For the second consecutive year, the Economic Policy Research Center (EPRC) in partnership with AidData is hosting interns from American universities who have been accepted into AidData’s Summer Fellows program. The AidData Center for Development Policy, headquartered in Virginia, USA, is a development research lab supported by USAID.  AidData partners with several universities and organizations in over 20 countries to promote the transparency and accessibility of development finance aid. Through focused research and visualization of their geocoded datasets, AidData and its partners strive to answer questions of who is doing what and where to enable more effective aid targeting and coordination, and more informed decision making.
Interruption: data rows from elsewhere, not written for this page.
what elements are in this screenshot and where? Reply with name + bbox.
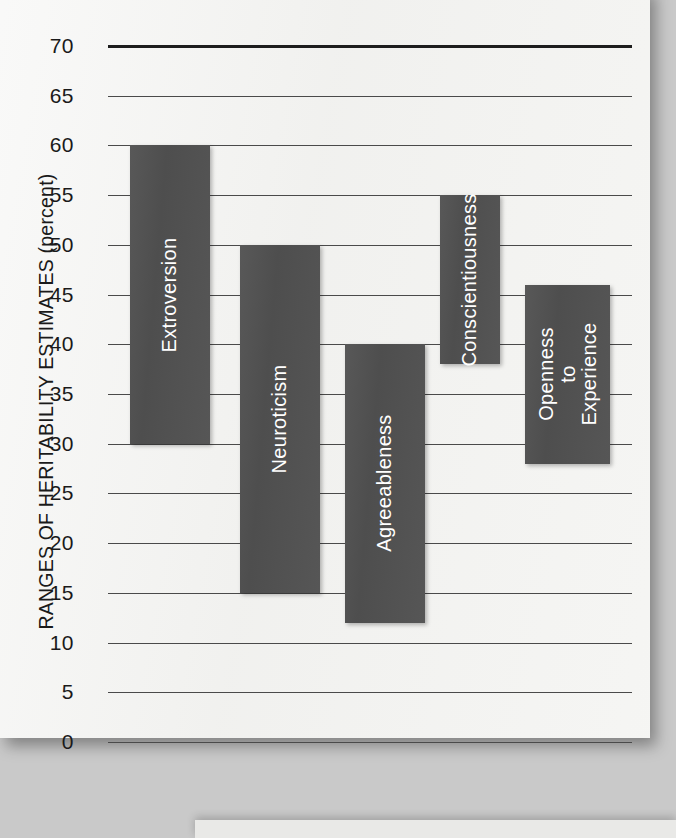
bar-label: Neuroticism <box>269 364 291 473</box>
chart-screenshot: 7065605550454035302520151050 RANGES OF H… <box>0 0 676 838</box>
gridline-65 <box>108 96 632 97</box>
bar-agreeableness: Agreeableness <box>345 344 425 622</box>
heritability-range-bar-chart: 7065605550454035302520151050 RANGES OF H… <box>0 0 676 838</box>
bar-label: Conscientiousness <box>459 193 481 366</box>
y-tick-label-65: 65 <box>18 85 74 106</box>
bar-label: Extroversion <box>159 237 181 352</box>
y-tick-label-5: 5 <box>18 681 74 702</box>
gridline-5 <box>108 692 632 693</box>
bar-openness-to-experience: Openness to Experience <box>525 285 610 464</box>
gridline-70 <box>108 45 632 48</box>
bar-label: Agreeableness <box>374 415 396 552</box>
bar-conscientiousness: Conscientiousness <box>440 195 500 364</box>
y-tick-label-0: 0 <box>18 731 74 752</box>
page-edge-below <box>195 820 676 838</box>
y-tick-label-70: 70 <box>18 35 74 56</box>
y-axis-title: RANGES OF HERITABILITY ESTIMATES (percen… <box>35 142 58 662</box>
bar-neuroticism: Neuroticism <box>240 245 320 593</box>
bar-extroversion: Extroversion <box>130 145 210 443</box>
gridline-10 <box>108 643 632 644</box>
gridline-0 <box>108 742 632 743</box>
bar-label: Openness to Experience <box>535 323 600 426</box>
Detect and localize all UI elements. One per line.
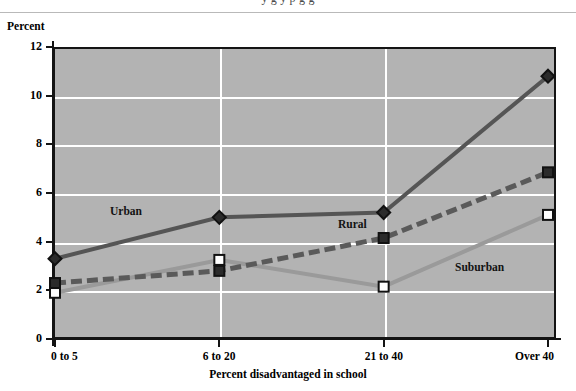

The Summer Fellows program is an opportunity for students interested in GIS, foreign aid, and international development to spend 2 to 3 months placed with a variety of civil society organizations around the world. Serving as ambassadors for AidData, the students are responsible for training CSO members to employ GIS and geocoded data to help solve development issues in their own communities. AidData currently has 16 summer fellows placed at institutions in Uganda, the Philippines, Peru, and Ghana.

Robert Francis and Emily Anderson are the summer fellows currently embedded with the EPRC. Robert is currently enrolled in Brigham Young University’s Political Science BA Program, with an emphasis in International Development. Emily Anderson recently received a graduate GIS certificate and will be starting a master’s degree in Applied Geography and Geospatial Technology in September 2015. They will be working from June until early August to assist with research activities and provide capacity building to the EPRC researchers in order to promote the use of geospatial data and experimental impact evaluation. In addition to providing general research assistance to the EPRC staff, Emily and Robert will conduct a series of training sessions on the use of geospatial data and experimental methods. Emily, in leading the instruction on geospatial analysis, will teach participants how to use ArcGis to map, analyze, and present data. Robert will lead training sessions dealing with the use of experimental and quasi-experimental methods to conduct impact evaluations of development projects.

The anticipated long-term result of these trainings is that EPRC researchers will integrate these new techniques into their existing and future research projects. Emily and Robert also hope to leave with a broader perspective and skill set that they can then apply in their future work along with a greater personal and professional understanding of development in general and more specifically the economic issues facing Uganda.